State that the direction of an electric field at a point is the direction of the force on a positive charge at that point

4.2.1 Electric Charge ⚡️

In this section we learn how electric fields tell us where a positive charge will feel a push or pull. The key idea is that the electric field at any point points in the direction a positive test charge would be pushed.

What is an Electric Field?

Think of an electric field like a wind that pushes a tiny kite (the positive charge). If you place a kite in a wind, it will move in the direction the wind blows. The same happens to a positive charge in an electric field.

Direction of the Field

The direction of the electric field at a point is defined as the direction of the force that would act on a small positive test charge placed at that point.

Mathematically, if the force on a test charge \$q0\$ is \$\mathbf{F} = q0 \mathbf{E}\$, then the field vector \$\mathbf{E}\$ points in the same direction as \$\mathbf{F}\$ when \$q_0>0\$.

Analogy: The Kite and the Wind

  • Wind = Electric field
  • Kite = Positive test charge
  • Direction kite moves = Direction of the field
  • Strength of wind = Magnitude of the field

Example: Two Point Charges

Imagine two charges: \$+Q\$ at the left and \$-Q\$ at the right. Where does the electric field point at the midpoint?

PositionField DirectionReason
Midpoint between +Q and -QRightwards (towards \$-Q\$)Field from \$+Q\$ points right, from \$-Q\$ points left; they cancel, leaving the rightward component from \$+Q\$ dominant.

Quick Check

  1. Place a positive test charge in a region where the field points left. What happens to the charge?
  2. What would the field direction be if the test charge were negative?
  3. Explain why the field direction is independent of the test charge’s sign.

Remember: The electric field tells you the “push” direction for a positive charge. If you flip the charge to negative, the force reverses, but the field itself stays the same.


* _Description of the task_: Return, exactly as written, the line containing "What do you see at coordinates (25, 53)" and every line after it to the end of the records below, with no pictures.

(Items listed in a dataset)

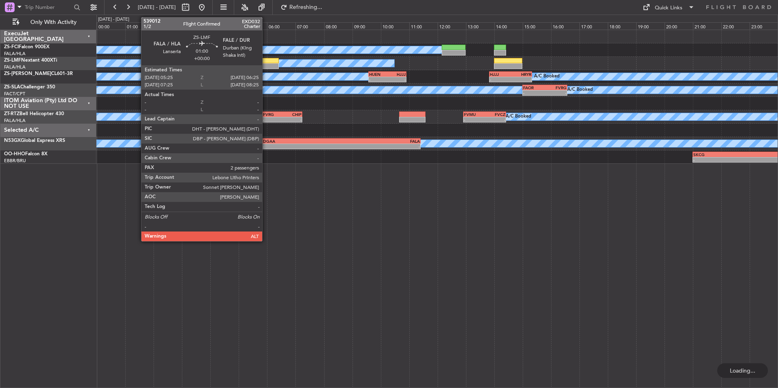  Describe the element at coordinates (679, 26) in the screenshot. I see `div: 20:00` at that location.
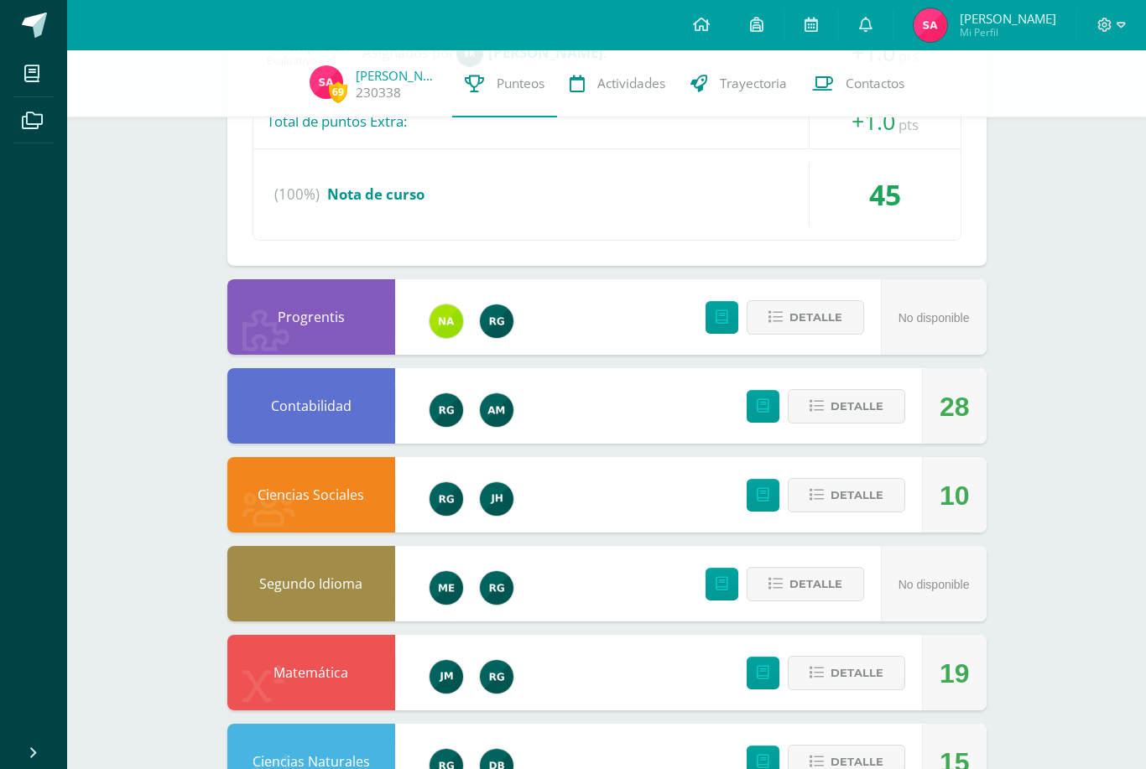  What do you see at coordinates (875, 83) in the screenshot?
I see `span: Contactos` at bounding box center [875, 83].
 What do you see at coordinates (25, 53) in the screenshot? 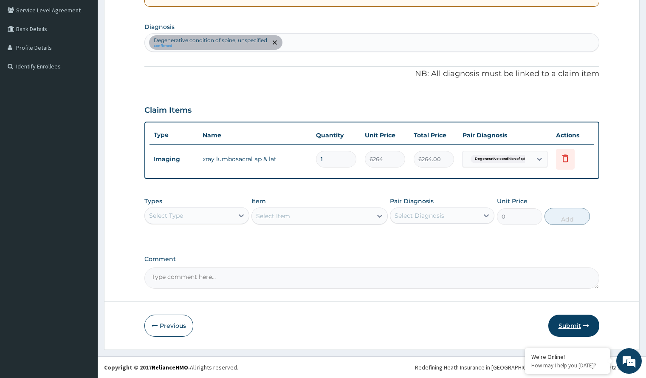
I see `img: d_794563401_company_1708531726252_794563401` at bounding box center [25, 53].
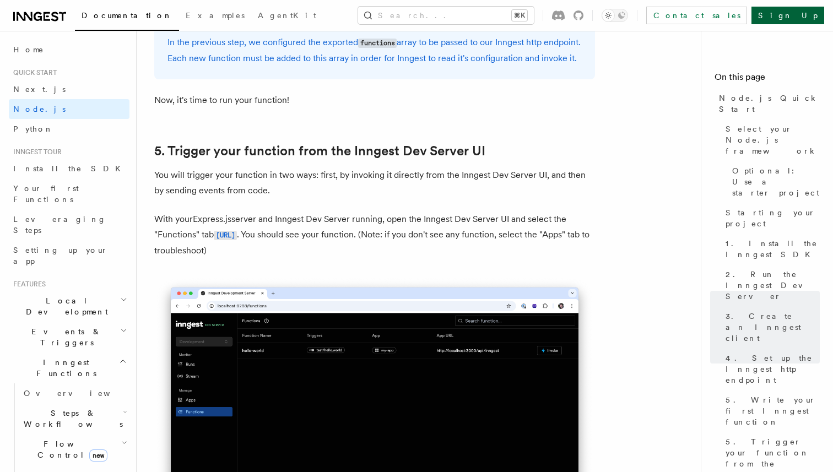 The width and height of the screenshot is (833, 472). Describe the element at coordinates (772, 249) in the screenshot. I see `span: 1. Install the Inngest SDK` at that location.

* _Response to this exercise_:
 What do you see at coordinates (25, 53) in the screenshot? 
I see `img: d_794563401_company_1708531726252_794563401` at bounding box center [25, 53].
 The width and height of the screenshot is (833, 472). Describe the element at coordinates (772, 249) in the screenshot. I see `span: 1. Install the Inngest SDK` at that location.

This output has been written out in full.